In human sexuality, slut-shaming is a form of social stigma applied to people, especially women and girls, who are perceived to violate traditional expectations for sexual behaviors. Some examples of circumstances wherein women are "slut-shamed" include violating dress code policies by dressing in perceived sexually provocative ways, requesting access to birth control, having premarital, casual, or promiscuous sex, engaging in prostitution, or when being victim blamed for being raped or otherwise sexually assaulted.
Slut-shaming is defined by many as a process in which women are attacked for their transgression of accepted codes of sexual conduct, i.e., of admonishing them for behavior or desires that are more sexual than society finds acceptable.Emily Bazelon says that slut shaming is "retrograde, the opposite of feminist. Calling a girl a slut warns her that there's a line: she can be sexual but not too sexual." Amy Schalet argues that too much sex is a liability for girls, which often causes the discourse on the topic of girls' desire for sex to be non-existent, and that ignoring the fact that girls have sexual desire in sexual education, media, and the social sciences results in girl's having difficulty developing sexual subjectivity; she says sexual subjectivity is the capacity to feel connected to sexual desires and boundaries and use these to make self-directed decisions.
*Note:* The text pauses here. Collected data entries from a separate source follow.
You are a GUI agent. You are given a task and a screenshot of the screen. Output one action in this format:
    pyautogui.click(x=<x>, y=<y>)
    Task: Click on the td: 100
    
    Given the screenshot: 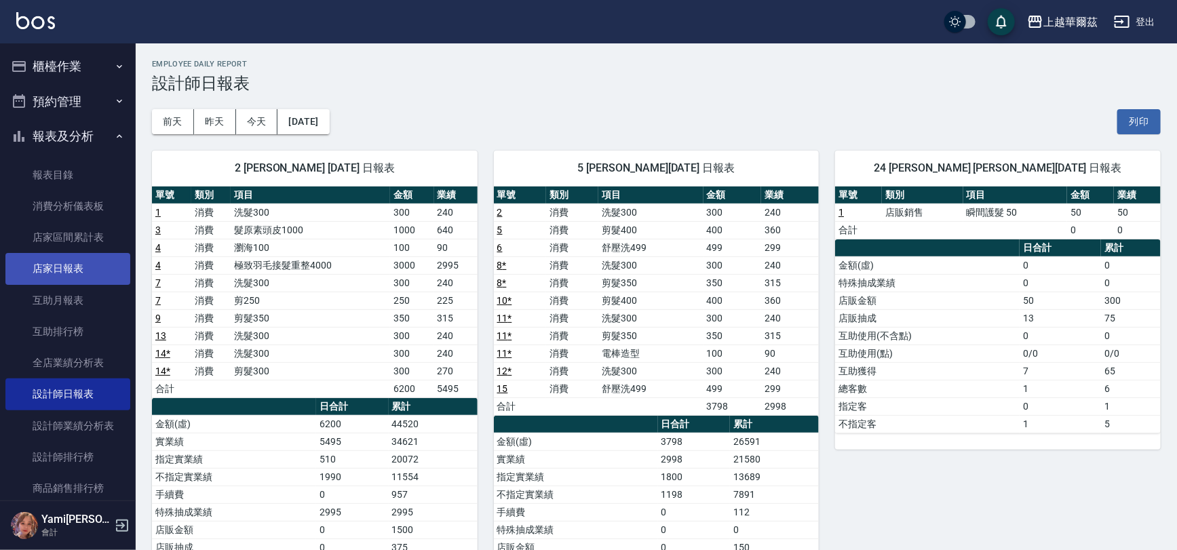 What is the action you would take?
    pyautogui.click(x=732, y=353)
Slut-shaming is used against women by both men and women. Jessica Ringrose has argued that slut-shaming functions among women as a way of sublimating sexual jealousy "into a socially acceptable form of social critique of girls' sexual expression". The term slut-shaming is also used to describe victim blaming for rape and other sexual assault; e.g. by stating that the crime was caused (either in part or in full) by the woman wearing revealing clothing or acting in a sexually provocative manner, before refusing consent to sex, and thereby absolving the perpetrator of guilt. The study "Birds of a feather? Not when it comes to sexual permissiveness," published in the Journal of Social and Personal Relationships, notes that sexually lenient individuals are judged more negatively than non-permissive peers, which places those who are more permissive at risk of social isolation. The researchers from Cornell University found that similar sentiments appeared in nonsexual, same-sex friendship context as well. The researchers had college women read a vignette describing an imaginary female peer, "Joan", then rate their feelings about her personality. To one group of women, Joan was described as having two lifetime sexual partners; to another group, she had had twenty partners. The study found that women—even women who were more promiscuous themselves—rated the Joan with 20 partners as "less competent, emotionally stable, warm, and dominant than the Joan who'd only boasted two".